Harambe wrote:
Btw, the picture is even worse for natural immunity. Efficacy against hospitalization with Omicron is basically zero for someone who has recovered from COVID but not vaccinated (see table S3):,
https://www.medrxiv.org/content/10.1101/2022.01.11.22269045v1.full.pdf+htmlBasically vaccines work. If anything the data has gotten stronger since you started doomer-posting about Omicron (after thankfully shutting up for a month when your Delta predictions didn't pan out; still waiting for the mea culpa there).
The data hasn't gotten stronger. 52% VE against hospitalization versus 95-99% VE against hospitalization does not sound stronger in my frame of thinking (maybe it does in yours). As for the study you are claiming makes claims that natural immunity is not real (this study is mostly a study comparing the severity of outcomes between Omicron and Delta, not reinfections versus breakthrough infections), it actually supports the idea that natural immunity is real and robust. From the study
"Notably, the risk of symptomatic hospitalization was markedly reduced among cases who had tested positive for SARS-CoV-2 infection ≥90 days prior (0.32 vs 2.08 symptomatic hospitalizations per 1000 person-days at risk among cases with Omicron vs. Delta variant infections, respectively). Although ascertainment of SARS-CoV-2 infection history is imperfect because many infections may have gone untested or may not have been documented in a patient’s EHR, prior infection among individuals with a history of a positive SARS-CoV-2 test result should be accurately coded and false positive PCR tests are rare. Thus, the finding of a reduction in severity of Omicron in patients with known prior infection is compelling evidence of an intrinsically less severe infection, rather than only different (more immune) persons becoming infected with the Omicron variant."
If you actually read the study and not just the summation (pay attention to table 2):
https://www.medrxiv.org/content/10.1101/2022.01.11.22269045v1.full.pdfThe sample size for hospitalizations is extraordinarily small, especially for the previously infected (235 Omicron hospitalizations in total, likely only one of which was a person with a previous infection). So your claim is likely based on a sample size of one. However, what you find for cases is eye opening and reinforces the power of natural immunity. There were 16,929 documented cases with S-gene target failure in this study (Omicron cases). Of them 43 were among people with a documented prior infection (0.25%), 8,419 were among individuals with no vaccination in their EHR (which is not the same as unvaccinated, but we will go with it), 869 were in individuals who had received a booster dose (5.13%) and 7,641 were in individuals with two doses or less (45.1%). Let's compare that to overall data from California. where at that date there had been about 5.5 million confirmed COVID cases out of a population of 39.56 million people. 66% of the population is vaccinated and about 30% of the population is boosted.

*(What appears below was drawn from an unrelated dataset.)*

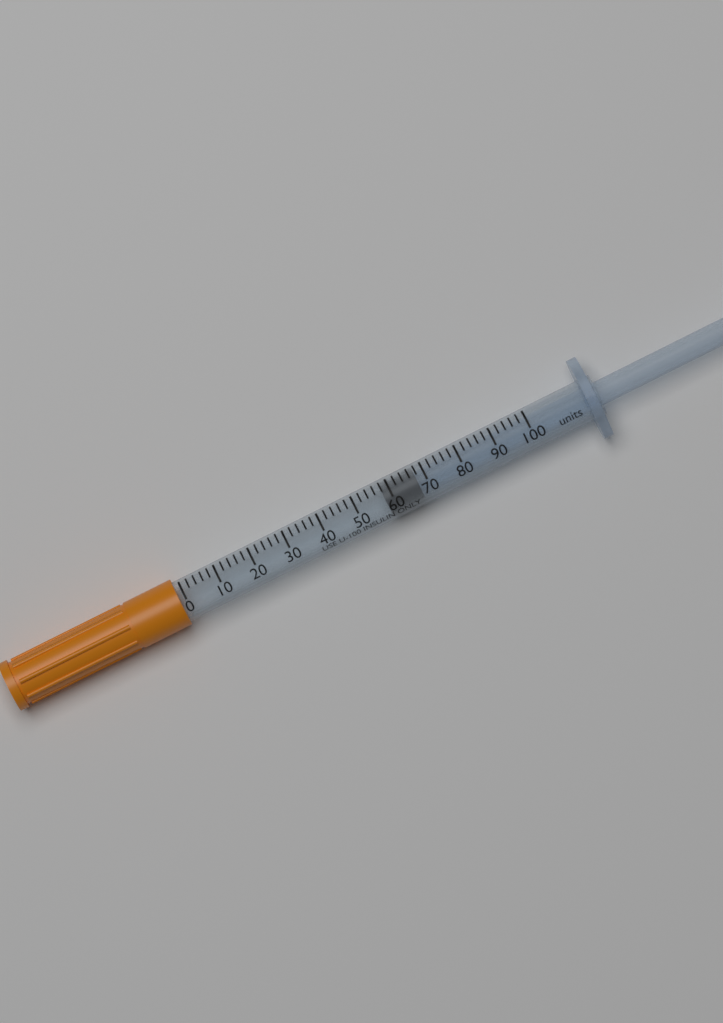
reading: 58 units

Previously infected individuals represent 13.9% of the population, but represent 0.25% of the Omicron cases in this study (about 55 times less than one would expect)
Boosted individuals represent 30% of the population, but represent 5.13% of the Omicron cases in this study (about 6 times less than one would expect)
Double vaxxed or less individuals represent 36% of the population, but represent 45.1% of the Omicron cases in this study (about 20% more than what one would expect).
So, at least according to this study, natural immunity is more than 9 times more effective than triple boosted immunity, and almost 69 times more effective than double vaccinated immunity or less at preventing infection. Natural immunity is powerful.